A national championship contender resides in Chapel Hill. And they still haven’t played a single event at home.

Finley Golf Course may be under renovation, but the UNC men’s golf team’s season is all coming together at the right time. Carolina has won its last two tournaments and five total on the season, a single-season record under sixth-year head coach Andrew DiBitetto. DiBitetto is the reigning ACC Coach of the Year and looks like a strong candidate to win that crown again this year. His Tar Heels are looking to advance to another NCAA championship, which pits the best programs in the country against each other in a combination of stroke play and match play formats.

But it wasn’t always this way. As recently as 10 years ago, Carolina wasn’t a player in the collegiate golf scene. Take it from current PGA golfer Ben Griffin, who arrived as a freshman in Chapel Hill in 2014.

“Before I got there, we really weren’t good at all,” Griffin told Chapelboro. “Being the University of North Carolina, you expect every sport to be pretty much in the Top 10… almost every year. And golf was way behind.”

As Griffin and teammate Will Register progressed, the program did as well. Their senior seasons coincided with DiBitetto’s promotion from assistant coach to head coach, and the new head man told Chapelboro he had a definitive outlook for the program from Day One.

“It was a very crystal clear vision of what I thought the program could do,” DiBitetto said, “the belief in the University of North Carolina, and the fact that I saw a path to having a really successful men’s golf program.”

Still, despite DiBitetto’s optimism, skeptics around the country questioned whether Carolina could truly become a national contender. When UNC fifth-year senior Ryan Burnett was being recruited out of high school, opposing coaches minced no words when discussing their opinions of DiBitetto’s rebuilding effort.

“I was told, ‘Don’t go to Carolina. That’s where talent goes to die,’” Burnett told Chapelboro. “But I think when Coach DiBitetto got here, the culture changed. He’s really helped move it forward.”

UNC fifth-year senior Ryan Burnett (Image via UNC Athletic Communications)

DiBitetto’s vision has now become reality, as the Tar Heels are ranked as the No. 2 team in the country by Golfweek. With Finley currently unplayable, Carolina’s so-far historic season has taken it from the beaches of Florida to the desert of Nevada to the windswept fairways of Hawai’i (so windswept, in fact, that the tournament there had to be cancelled) and everywhere in between. Carolina will begin its final event of the regular season Friday in Arizona, with the ACC and NCAA championships soon to follow.

Those events will serve as a showcase for UNC’s rock-solid five-man starting lineup of Burnett, junior Peter Fountain, sophomore David Ford, senior Austin Greaser and Pepperdine transfer Dylan Menante. The experience of that quintet speaks for itself: Greaser has played in both The Masters and the U.S. Open as an amateur, while Menante won the 2021 NCAA title with the Waves.

Ford and Greaser are each inside the Top 10 of Golfweek’s individual collegiate rankings. Burnett is ranked 17th, but according to him, not many of the current Tar Heels were considered the golf equivalent of a five-star recruit. 

“When I committed to Carolina, I was a good player, but nothing special,” Burnett said. “We have a lot of guys with chips on our shoulders who feel like we still have a lot to prove and that we don’t probably get the respect that some of the other top programs that have been around for 10, 20 years get. So we’re definitely a hungry bunch.”

Those perceived slights have fueled a competitive fire in the team that hasn’t been lost on DiBitetto.

“They just have this relentless pursuit to be the best that they can,” he said. “And when you have guys of that makeup and that character that are willing to put in all that work out here on the practice facility and willing to put in the work in the gym and willing to make the sacrifices necessary to be great, all of a sudden you’re on a path to development, improvement, and have a chance to be great.”

Now, the Tar Heels are well-positioned to win the team’s first ACC championship since 2006, and then take home an even bigger prize: the first national championship in program history. This year’s NCAA Championship will be played at Grayhawk Golf Course in Scottsdale, AZ, the same place where Carolina tied for first in stroke play but fell in the match play quarterfinals in last year’s championship.

“I think we all have a bad taste in our mouth from how it ended last year,” said Burnett, who lost his match on a 19th hole tiebreaker.

Carolina features four of the five starters from last year’s team, with the fifth being the very same golfer who broke Burnett’s heart on that 19th hole: Menante. It’s a lineup more than capable of bringing the Tar Heels into the thick of a title race once again. And if that happens, DiBitetto is confident his team can rewrite history.

“We talk about it all the time: pressure is a privilege,” he said. “It’s right where we want to be. When you have those butterflies in your stomach and you’re nervous and maybe your hands are a little bit twitchy, we try to take a step back and smile. Because we know we are exactly where we want to be.”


What is being asked:
Below are the entries; transcribe them exactly and drop every picture.

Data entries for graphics
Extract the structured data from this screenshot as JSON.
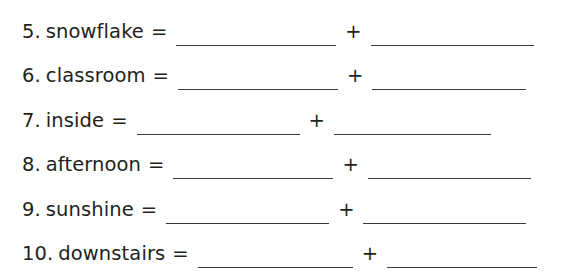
{
  "worksheet": {
    "background_color": "#ffffff",
    "text_color": "#231f20",
    "rule_color": "#3a3a3c",
    "equals_symbol": "=",
    "plus_symbol": "+",
    "problems": [
      {
        "number": "5.",
        "word": "snowflake",
        "equals": "=",
        "plus": "+",
        "blank1_value": "",
        "blank2_value": "",
        "blank1_width": 160,
        "blank2_width": 163
      },
      {
        "number": "6.",
        "word": "classroom",
        "equals": "=",
        "plus": "+",
        "blank1_value": "",
        "blank2_value": "",
        "blank1_width": 160,
        "blank2_width": 154
      },
      {
        "number": "7.",
        "word": "inside",
        "equals": "=",
        "plus": "+",
        "blank1_value": "",
        "blank2_value": "",
        "blank1_width": 163,
        "blank2_width": 157
      },
      {
        "number": "8.",
        "word": "afternoon",
        "equals": "=",
        "plus": "+",
        "blank1_value": "",
        "blank2_value": "",
        "blank1_width": 160,
        "blank2_width": 163
      },
      {
        "number": "9.",
        "word": "sunshine",
        "equals": "=",
        "plus": "+",
        "blank1_value": "",
        "blank2_value": "",
        "blank1_width": 163,
        "blank2_width": 163
      },
      {
        "number": "10.",
        "word": "downstairs",
        "equals": "=",
        "plus": "+",
        "blank1_value": "",
        "blank2_value": "",
        "blank1_width": 155,
        "blank2_width": 150
      }
    ]
  }
}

Result for this exercise:
Extract the structured data from this screenshot as JSON.
{
  "worksheet": {
    "background_color": "#ffffff",
    "text_color": "#231f20",
    "rule_color": "#3a3a3c",
    "equals_symbol": "=",
    "plus_symbol": "+",
    "problems": [
      {
        "number": "5.",
        "word": "snowflake",
        "equals": "=",
        "plus": "+",
        "blank1_value": "",
        "blank2_value": "",
        "blank1_width": 160,
        "blank2_width": 163
      },
      {
        "number": "6.",
        "word": "classroom",
        "equals": "=",
        "plus": "+",
        "blank1_value": "",
        "blank2_value": "",
        "blank1_width": 160,
        "blank2_width": 154
      },
      {
        "number": "7.",
        "word": "inside",
        "equals": "=",
        "plus": "+",
        "blank1_value": "",
        "blank2_value": "",
        "blank1_width": 163,
        "blank2_width": 157
      },
      {
        "number": "8.",
        "word": "afternoon",
        "equals": "=",
        "plus": "+",
        "blank1_value": "",
        "blank2_value": "",
        "blank1_width": 160,
        "blank2_width": 163
      },
      {
        "number": "9.",
        "word": "sunshine",
        "equals": "=",
        "plus": "+",
        "blank1_value": "",
        "blank2_value": "",
        "blank1_width": 163,
        "blank2_width": 163
      },
      {
        "number": "10.",
        "word": "downstairs",
        "equals": "=",
        "plus": "+",
        "blank1_value": "",
        "blank2_value": "",
        "blank1_width": 155,
        "blank2_width": 150
      }
    ]
  }
}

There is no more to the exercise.